The following are the subspecies of northern wheatear:

  • nominate oenanthe
  • Greenland leucorhoa
  • Seebohm's seebohmi
  • southern libanotica
  • Cretan virago
  • Egyptian rostrata
  • Description

    The northern wheatear is larger than the European robin at 14½–16 cm length. Both sexes have a white rump and tail, with a black inverted T-pattern at the end of the tail.

    The plumage of the summer male has grey upperparts, buff throat and black wings and face mask. In autumn it resembles the female apart from the black wings. The female is pale brown above and buff below with darker brown wings. The male has a whistling, crackly song. Its call is a typical chat chack noise, and the flight call is the same.

    Migration

    The northern wheatear makes one of the longest journeys of any small bird, crossing ocean, ice, and desert. It migrates from Sub-Saharan Africa in spring over a vast area of the Northern Hemisphere that includes northern and central Asia, Europe, Greenland, Alaska, and parts of Canada. In autumn all return to Africa, where their ancestors had wintered. Arguably, some of the birds that breed in north Asia could take a shorter route and winter in south Asia; however, their inherited inclination to migrate takes them back to Africa.

    Birds of the large, bright Greenland race, leucorhoa, makes one of the longest transoceanic crossings of any passerine. In spring most migrate along a route (commonly used by waders and waterfowl) from Africa via continental Europe, the British Isles, and Iceland to Greenland. However, autumn sightings from ships suggest that some birds cross the North Atlantic directly from Canada and Greenland to southwest Europe (a distance of up to 2500 km). Birds breeding in eastern Canada are thought to fly from Baffin Island and Newfoundland via Greenland, Ireland, and Portugal to the Azores (crossing 3500 km of the North Atlantic) before flying onwards to Africa.
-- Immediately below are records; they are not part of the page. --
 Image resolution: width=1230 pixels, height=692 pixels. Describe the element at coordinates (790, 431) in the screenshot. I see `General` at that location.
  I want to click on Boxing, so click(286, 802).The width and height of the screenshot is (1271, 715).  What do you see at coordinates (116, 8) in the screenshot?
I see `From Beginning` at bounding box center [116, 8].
Other populations from western Canada and Alaska migrate by flying over much of Eurasia to Africa.

    Miniature tracking devices have recently shown that the northern wheatear has one of the longest migratory flights known - 30,000 km (18,640 miles), from sub-Saharan Africa to their Arctic breeding grounds.

    "The Alaskan birds travelled almost 15,000km (9,000 miles) each way - crossing Siberia and the Arabian Desert, and travelling, on average, 290km per day. "This is the longest recorded migration for a songbird as far as we know," said Dr Schmaljohann.
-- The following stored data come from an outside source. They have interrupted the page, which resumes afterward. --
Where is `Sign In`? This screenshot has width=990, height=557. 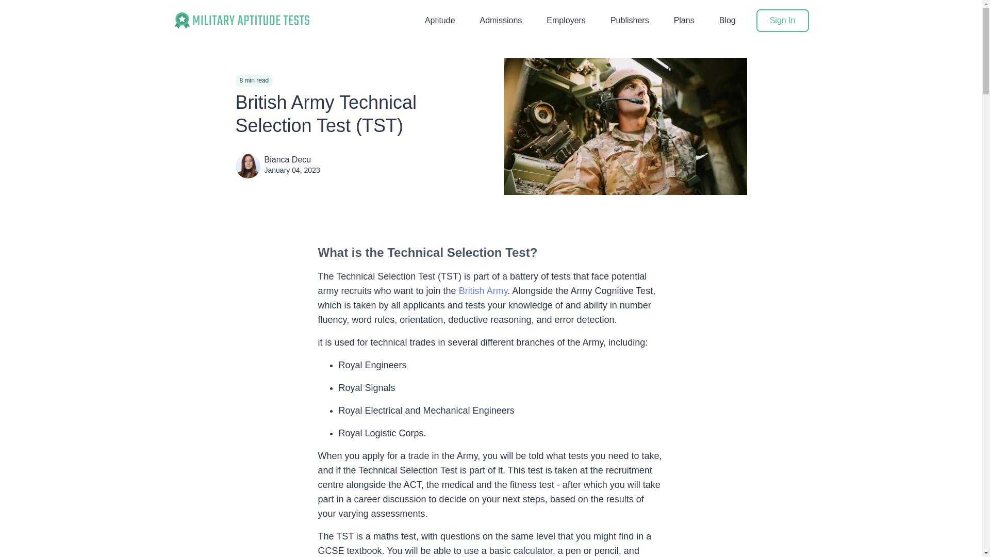 Sign In is located at coordinates (782, 21).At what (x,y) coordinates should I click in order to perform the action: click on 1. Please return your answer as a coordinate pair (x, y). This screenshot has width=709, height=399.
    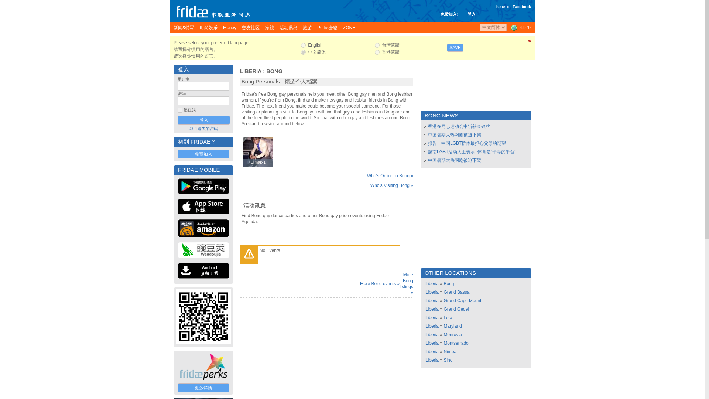
    Looking at the image, I should click on (180, 110).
    Status and conservation

    The northern wheatear has an extensive range, estimated at 2.3 million square kilometres (0.87 million square miles), and a large population estimated at 2.9 million individuals in the Old World and the Americas combined. The species is not believed to approach the thresholds for the population decline criterion of the IUCN Red List (i.e., declining more than 30% in ten years or three generations), and is therefore evaluated as least concern.